Six years ago, Barack Obama, as a legislator in Illinois, delivered a speech opposing Cheney’s and Bush’s war plans for Iraq. Around the same time, Hillary Clinton voted in the U.S. Senate to authorize Cheney’s and Bush’s war. As Obama insists, this shows his “judgment” is better than hers. But since he became a U.S. Senator, Obama has voted with Clinton every time to fund the war or, what amounts to the same thing, to “support the troops.” Clinton has never apologized for her pro-war vote. But, as public opinion has turned, the Great Triangulator has come increasingly to present herself as an anti-war candidate. If Obama is the measure, she has succeeded. The two of them oppose the war in words; they agree it was a “mistake.” They agree that its economic consequences have been disastrous. They agree that it has wreaked havoc on military preparedness. They agree that too many lives, American and Iraqi, have been ruined by it. Nevertheless, the two of them say they would keep American troops and mercenaries in Iraq for an indefinite period -- ostensibly to maintain “order.” The two of them seem to think that this is America’s obligation: that we broke it, so we have to fix it. I have no quarrel with that, but I strongly disagree that the way to fix it is to break it some more. That is plainly their view. That’s why both of them concede that, after the “draw down” begins (within some large number of days after one or the other of them takes office), tens of thousands of personnel will have to remain in or near Iraq for indefinitely many (but fewer than a hundred!) years. Meanwhile, both of them would increase the American military presence in Afghanistan as part of the so-called War on Terror.
The Obama/Clinton position on Iraq resembles Obama’s position on health care. Obama has said that if we were “starting from scratch,” whatever that means, he would favor a single-payer, not for profit, Canadian-style system. But since we’re where we are – we’ll have to make do with something like Hillary-care but without mandates. In other words, we can’t do what’s obviously right because of where we are. And where would that be? Neither Obama nor Clinton will dare utter the obvious answer: we’re in a world where Democrats and Republicans are in the pocket of insurance and pharmaceutical companies. What they will say is that some people like the insurance they have in the present system, and that it would be too disruptive to force them to change. It’s true, of course, that some people do have decent health insurance. But who wouldn’t prefer a cheaper, more rational, more just system? Who, that is, other than the insurance and pharmaceutical companies? They’re the only reason why we can’t have what people living in civilized countries expect as a matter of course.

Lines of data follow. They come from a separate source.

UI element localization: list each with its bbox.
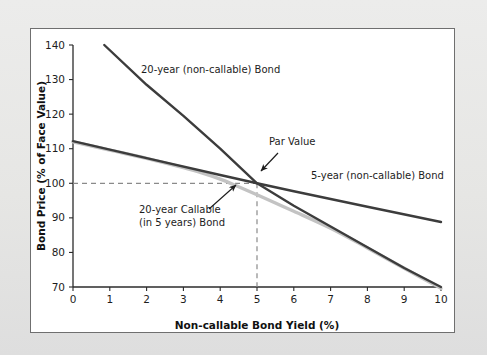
axes-group: 708090100110120130140012345678910Non-cal… [35, 39, 448, 331]
annotation-twenty-year-callable: 20-year Callable(in 5 years) Bond [139, 185, 236, 228]
annotation-label-par-value: Par Value [269, 136, 315, 147]
x-tick-label: 8 [364, 293, 371, 305]
x-tick-label: 5 [254, 293, 261, 305]
y-tick-label: 140 [45, 39, 65, 51]
annotation-twenty-year-noncallable: 20-year (non-callable) Bond [141, 64, 280, 75]
x-axis-title: Non-callable Bond Yield (%) [175, 319, 339, 331]
data-series-group [73, 45, 441, 288]
annotation-arrow-twenty-year-callable [209, 185, 236, 209]
y-tick-label: 100 [45, 177, 65, 189]
plot-frame: 708090100110120130140012345678910Non-cal… [30, 28, 455, 333]
x-tick-label: 7 [327, 293, 334, 305]
annotation-label-twenty-year-noncallable: 20-year (non-callable) Bond [141, 64, 280, 75]
x-tick-label: 0 [70, 293, 77, 305]
annotation-five-year-noncallable: 5-year (non-callable) Bond [311, 170, 444, 181]
annotation-arrow-par-value [261, 153, 278, 171]
annotation-par-value: Par Value [261, 136, 315, 171]
x-tick-label: 2 [143, 293, 150, 305]
x-tick-label: 10 [434, 293, 447, 305]
x-tick-label: 4 [217, 293, 224, 305]
x-tick-label: 9 [401, 293, 408, 305]
bond-price-yield-chart: 708090100110120130140012345678910Non-cal… [31, 29, 454, 332]
y-tick-label: 70 [52, 281, 65, 293]
x-tick-label: 3 [180, 293, 187, 305]
y-axis-title: Bond Price (% of Face Value) [35, 81, 47, 251]
y-tick-label: 120 [45, 108, 65, 120]
y-tick-label: 110 [45, 142, 65, 154]
y-tick-label: 80 [52, 246, 65, 258]
figure-container: 708090100110120130140012345678910Non-cal… [0, 0, 487, 355]
series-line-5-year-non-callable-bond [73, 141, 441, 222]
annotation-label-twenty-year-callable: (in 5 years) Bond [139, 217, 225, 228]
x-tick-label: 6 [290, 293, 297, 305]
x-tick-label: 1 [106, 293, 113, 305]
annotation-label-twenty-year-callable: 20-year Callable [139, 204, 221, 215]
y-tick-label: 90 [52, 211, 65, 223]
series-line-20-year-non-callable-bond [104, 45, 441, 287]
reference-lines-group [73, 183, 257, 287]
y-tick-label: 130 [45, 73, 65, 85]
annotation-label-five-year-noncallable: 5-year (non-callable) Bond [311, 170, 444, 181]
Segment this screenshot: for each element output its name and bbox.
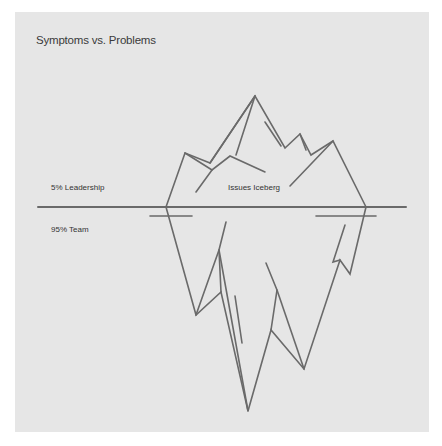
iceberg-base-facet <box>235 296 242 343</box>
iceberg-illustration <box>0 0 442 446</box>
iceberg-tip-facet <box>196 170 212 192</box>
iceberg-base-facet <box>333 225 345 262</box>
iceberg-tip-facet <box>236 96 255 155</box>
iceberg-tip-facet <box>290 141 333 186</box>
iceberg-base-facet <box>266 263 277 330</box>
iceberg-base-facet <box>277 290 304 369</box>
iceberg-tip-outline <box>166 96 366 207</box>
iceberg-tip-facet <box>210 96 255 163</box>
iceberg-base-facet <box>219 250 248 411</box>
iceberg-base-outline <box>166 207 366 411</box>
iceberg-tip-facet <box>300 134 306 150</box>
iceberg-tip-facet <box>185 153 265 172</box>
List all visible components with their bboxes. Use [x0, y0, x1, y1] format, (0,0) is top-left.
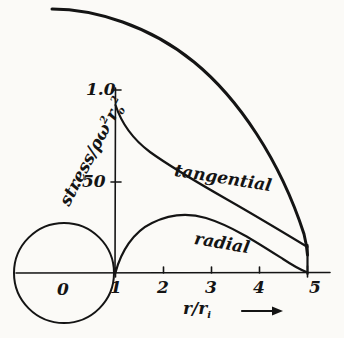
- x-tick-label-2-text: 2: [157, 277, 169, 297]
- x-axis-title: r/ri: [183, 300, 211, 320]
- x-tick-label-3-text: 3: [205, 277, 217, 297]
- stress-distribution-chart: [0, 0, 344, 338]
- disk-center-label-text: 0: [57, 279, 69, 299]
- x-axis-arrow-icon: [242, 307, 283, 316]
- x-axis-title-num: r: [183, 298, 192, 318]
- x-tick-label-1-text: 1: [110, 277, 122, 297]
- x-tick-label-4-text: 4: [253, 277, 265, 297]
- x-tick-label-3: 3: [205, 279, 217, 296]
- x-tick-label-4: 4: [253, 279, 265, 296]
- x-axis: [16, 273, 330, 274]
- x-axis-title-den-sub: i: [207, 309, 211, 320]
- x-tick-label-2: 2: [157, 279, 169, 296]
- disk-center-label: 0: [57, 281, 69, 298]
- x-axis-title-den: r: [198, 298, 207, 318]
- x-tick-label-5-text: 5: [309, 277, 321, 297]
- x-tick-label-5: 5: [309, 279, 321, 296]
- x-tick-label-1: 1: [110, 279, 122, 296]
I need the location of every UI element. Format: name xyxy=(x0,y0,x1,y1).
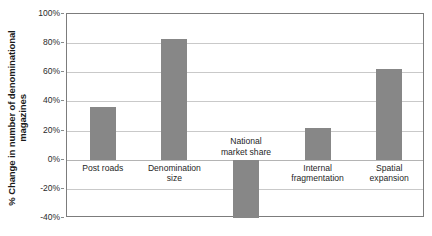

To say that we can’t leave Iraq immediately and entirely because it would be bad for Iraqis is of a piece with saying we can’t have single-payer health insurance because it would be bad for people (and employers) content with the status quo. Not only is this contention false; it’s meretricious. It deliberately misrepresents the real reason. We can’t have single-payer insurance because the Democrats’ and Republicans’ paymasters won’t hear of it. We can’t leave Iraq, really leave it, because our economic elites and their political operatives in the Democratic and Republican Parties agree that abject defeat is out of the question. Yes, we should never have gone into Iraq, and we shouldn’t stay there a day longer than “necessary.” But we can’t leave with our tails between our legs.
Never mind that, in the real world, we’ve already lost. It’s the appearance, stupid. The “Vietnam Syndrome” tied our masters’ hands for years; we can’t have that again. The problem is not that an Iraq Syndrome would disable the United States in the War on Terror. As John Edwards pointed out in a moment of lucidity, the War on Terror is a “bumper sticker war.” There is and can be no such thing; the idea is absurd. This is not to say that there isn’t much the United States can do to diminish the threat of terrorism. For example, it could get out of Iraq. But that would militate against the real fear: that an abjectly defeated United States would be less able to project its power in the oil-rich Middle East, less able to control strategic resources generally, and ultimately less able to sustain its position as the world’s one and only “superpower,” along with the economic benefits that follow from that role.
Our anti-War Democrats like Obama and Clinton can’t abide that any more than the neo-con advisors of Cheney and Bush and John McCain (Bush Three) can. In this sense, the anti-War Democrats, Obama and Clinton, are of one mind with the warmonger McCain. Where they differ is on how much harm they are willing to do to achieve their shared objective. Because they draw their votes, in part, from genuinely progressive constituencies, the “anti-War” Democrats Obama and Clinton want to do as little harm as possible (and to seem to be doing even less). Because they are accountable to the Darker Angels of our Nature, McCain and Company are less constrained.
McCain and his sidekick, Joe Lieberman, may even think the Iraq War can still be “won.” Obama and Clinton would like victory there too; they just don’t think it’s possible – not at a cost the country or at least the part of it likely to vote for them can bear. The punditocracy may see a deep divide here; and indeed the Obama/Clinton position, because it is less bellicose at a practical level, is the lesser evil. But at the level of underlying political conviction, these differences, though important in practice, effectively disappear. What remains is nothing but wrong-headed, degraded and dangerous “bipartisanship.”